Do note that CPython bytecode has explicit break, continue, and "for loop" instructions, and (ofc) the language itself has no goto- so you can unambiguously recover high-level structure from a CFG far more easily than you might with compiled C.
Yes and no. If you are sure that you start out with something generated by Python, then assuming the Python compiler is faithful, then of course you can always produces source code that doesn't have goto's in it. If instead someone crafts custom bytecode, like I did here: http://rocky.github.io/pycon2018-light.co/#/ it might not have a high-level Python translation.
When there is a translation, is it always unambiguous? No. The same bytecode could get decompiled "a and b" or as "if a: b".
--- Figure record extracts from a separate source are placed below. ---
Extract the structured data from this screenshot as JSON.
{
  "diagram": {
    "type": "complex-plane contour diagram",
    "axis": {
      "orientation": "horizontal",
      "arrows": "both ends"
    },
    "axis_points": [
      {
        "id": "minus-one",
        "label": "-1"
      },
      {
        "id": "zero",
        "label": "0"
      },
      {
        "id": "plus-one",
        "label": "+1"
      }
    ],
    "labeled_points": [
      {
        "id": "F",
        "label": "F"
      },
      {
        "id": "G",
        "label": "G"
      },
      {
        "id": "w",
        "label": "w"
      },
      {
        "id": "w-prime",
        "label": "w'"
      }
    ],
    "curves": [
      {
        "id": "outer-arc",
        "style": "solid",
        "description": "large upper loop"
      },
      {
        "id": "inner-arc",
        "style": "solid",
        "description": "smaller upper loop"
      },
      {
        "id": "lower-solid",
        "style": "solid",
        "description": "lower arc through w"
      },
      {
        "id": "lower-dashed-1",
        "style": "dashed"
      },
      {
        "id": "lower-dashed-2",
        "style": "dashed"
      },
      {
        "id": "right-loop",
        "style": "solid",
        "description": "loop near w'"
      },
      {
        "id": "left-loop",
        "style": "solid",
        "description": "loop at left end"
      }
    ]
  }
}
Why this happens less often in Python, especially earlier versions fo Python, is that it's code generation is very much template driven and there very little in the way of the kinds of compiler optimization that would make decompiling control flow otherwise harder.
Using the example given above, I believe earlier versions of Python would always enclose the "then" statement/expression with "push_block", "pop_block" pairs. Even though in certain situations (no new variables are introduced in the "then" block) this isn't needed. But the fact that those two additional instructions are there can then distinguish between those two different constructs.
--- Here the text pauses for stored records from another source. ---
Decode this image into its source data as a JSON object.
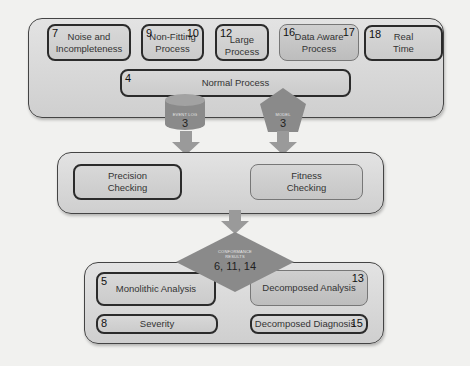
{
  "diagram": {
    "top_group": {
      "boxes": [
        {
          "id": "noise",
          "label": "Noise and\nIncompleteness",
          "left_num": "7",
          "right_num": ""
        },
        {
          "id": "non-fitting",
          "label": "Non-Fitting\nProcess",
          "left_num": "9",
          "right_num": "10"
        },
        {
          "id": "large",
          "label": "Large\nProcess",
          "left_num": "12",
          "right_num": ""
        },
        {
          "id": "data-aware",
          "label": "Data Aware\nProcess",
          "left_num": "16",
          "right_num": "17"
        },
        {
          "id": "real-time",
          "label": "Real\nTime",
          "left_num": "18",
          "right_num": ""
        }
      ],
      "normal_process": {
        "label": "Normal Process",
        "left_num": "4"
      }
    },
    "inputs": {
      "event_log": {
        "label": "EVENT LOG",
        "num": "3"
      },
      "model": {
        "label": "MODEL",
        "num": "3"
      }
    },
    "checking_group": {
      "precision": {
        "label": "Precision\nChecking"
      },
      "fitness": {
        "label": "Fitness\nChecking"
      }
    },
    "results": {
      "label": "CONFORMANCE\nRESULTS",
      "nums": "6, 11, 14"
    },
    "analysis_group": {
      "monolithic": {
        "label": "Monolithic  Analysis",
        "num": "5"
      },
      "decomposed_analysis": {
        "label": "Decomposed Analysis",
        "num": "13"
      },
      "severity": {
        "label": "Severity",
        "num": "8"
      },
      "decomposed_diagnosis": {
        "label": "Decomposed Diagnosis",
        "num": "15"
      }
    },
    "colors": {
      "shape_fill": "#8a8a8a",
      "arrow_fill": "#9a9a9a",
      "border": "#2b2b2b",
      "background": "#f1f1ef"
    }
  }
}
It is sort of like matching ancestry based on the largely "junk" DNA strands that exist in a person.
Finally, I should note that Python with its control structures with "else" clauses like "for/else" "while/else" and "try/else" make control flow detection much harder. And this is the major weakness of uncompyle6.
That's why I started https://github.com/rocky/python-control-flow to try to address this. In contrast, the current python uncompyle6 code which has a lot of hacky control flow detection, this creates a control flow graph, computes dominators and reverse domninators in support of distinguishing these high-level structures better.